Nieman Foundation at Harvard
HOME
          
LATEST STORY
The media becomes an activist for democracy
ABOUT                    SUBSCRIBE
Sept. 20, 2017, 1:12 p.m.
Business Models

What newsroom execs around the world think should be the next big areas of focus for their companies

Worry is universal — but a quarter of publishers surveyed said their revenues are going up, not down.

“What is the single most important risk to your news organizations’ future success?”

The top answer, according to a new WAN-IFRA report that surveyed 235 news executives and other managers working in media across 68 countries, was “reluctance to innovate,” followed by concerns over finding new revenue streams and a sustainable business model. (Only 5 percent cited Google and Facebook, though of course they intersect with the business model worries.)

Almost two thirds of those surveyed reported that revenues at their organizations have declined over the past year; about a quarter, though, reported that revenues were up (the “highest proportion of positive responses,” the report mentions, since a version of this study was first conducted in 2009 during the global recession).

The executives surveyed fell into three distinct buckets: Some were staunch defenders of a traditional, mostly advertising-driven revenue model (only eight percent of those surveyed fell into this category). Others wanted their organizations to protect existing revenue streams but also aim to earn about half their income from new sources in the next five years (56 percent of those surveyed). A third group said they wanted their companies to earn more than half their revenue from sources other than advertising and content sales (36 percent).

So what should these companies be investing in to meet those revenue goals? The report found that the top area of investment for publishers surveyed was — wait for it — video.

The top reported short-term priority for the next 12 months was investment in “social media editorial activities” (79 percent of respondents said that was “high priority”), according to the survey, followed by “developing new products within the media sector” (78 percent). There were a few sort of alarming areas executives indicated were “low priority” (80 percent, for “more diverse workforce”):

The survey was led by WAN-IFRA and François Nel and Dr Coral Milburn-Curtis of the Innovation Research Group and conducted in 11 languages across six continents: Africa, Asia, Australia/Oceania, Europe, North America, and South America. The report, which includes several guest analyses on everything from company culture change to broad-stroke ideas for dealing with revenue decline, is available here. (It’s free for WAN-IFRA members, €250 for others.)

Photo of Corso Giannone in Caserta by Salvatore Vastano used under a Creative Commons license.

POSTED     Sept. 20, 2017, 1:12 p.m.
SEE MORE ON Business Models
Show tags
 
Join the 60,000 who get the freshest future-of-journalism news in our daily email.
The media becomes an activist for democracy
“We cannot be neutral about this, by definition. A free press that doesn’t agitate for democracy is an oxymoron.”
Embracing influencers as allies
“News organizations will increasingly rely on digital creators not just as amplifiers but as integral partners in storytelling.”
Action over analysis
“We’ve overindexed on problem articulation, to the point of problem admiring. The risk is that we are analyzing ourselves into inaction and irrelevance.”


WORK TASK – Answer with the number of lines in the records that contain "bottom" and with nothing else.

··· DATA FOR REVIEW ···

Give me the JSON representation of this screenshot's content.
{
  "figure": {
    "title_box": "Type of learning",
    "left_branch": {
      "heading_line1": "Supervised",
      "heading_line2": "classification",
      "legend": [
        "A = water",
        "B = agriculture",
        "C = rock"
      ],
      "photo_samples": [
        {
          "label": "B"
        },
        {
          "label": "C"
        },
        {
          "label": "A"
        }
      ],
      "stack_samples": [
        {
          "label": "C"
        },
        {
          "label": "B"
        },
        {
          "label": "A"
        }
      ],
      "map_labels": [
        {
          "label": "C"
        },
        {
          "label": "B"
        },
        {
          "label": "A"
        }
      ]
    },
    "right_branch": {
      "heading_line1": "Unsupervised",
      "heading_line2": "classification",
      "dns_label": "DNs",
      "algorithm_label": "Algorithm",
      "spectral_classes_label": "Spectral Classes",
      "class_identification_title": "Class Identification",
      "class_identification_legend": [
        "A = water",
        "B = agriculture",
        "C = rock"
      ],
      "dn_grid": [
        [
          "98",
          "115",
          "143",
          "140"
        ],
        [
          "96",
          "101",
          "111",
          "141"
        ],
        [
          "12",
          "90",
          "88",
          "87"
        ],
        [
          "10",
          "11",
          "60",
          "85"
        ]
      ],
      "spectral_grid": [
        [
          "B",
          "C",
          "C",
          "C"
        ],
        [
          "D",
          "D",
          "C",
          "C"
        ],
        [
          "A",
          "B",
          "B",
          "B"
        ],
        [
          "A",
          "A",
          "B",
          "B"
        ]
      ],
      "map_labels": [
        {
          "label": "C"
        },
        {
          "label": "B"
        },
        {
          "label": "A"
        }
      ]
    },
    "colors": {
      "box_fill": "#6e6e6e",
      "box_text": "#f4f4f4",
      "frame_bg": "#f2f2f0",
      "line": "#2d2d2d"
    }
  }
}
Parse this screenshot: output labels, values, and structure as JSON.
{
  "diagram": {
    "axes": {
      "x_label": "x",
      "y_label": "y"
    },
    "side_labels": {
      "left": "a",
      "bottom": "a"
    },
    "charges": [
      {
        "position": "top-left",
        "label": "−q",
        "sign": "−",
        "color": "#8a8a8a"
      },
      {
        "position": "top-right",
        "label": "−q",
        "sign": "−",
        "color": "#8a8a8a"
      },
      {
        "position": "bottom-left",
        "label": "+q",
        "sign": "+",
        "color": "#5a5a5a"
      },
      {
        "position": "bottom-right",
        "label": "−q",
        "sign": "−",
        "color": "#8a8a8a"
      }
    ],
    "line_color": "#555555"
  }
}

···

EXERCISE SOLUTION – 3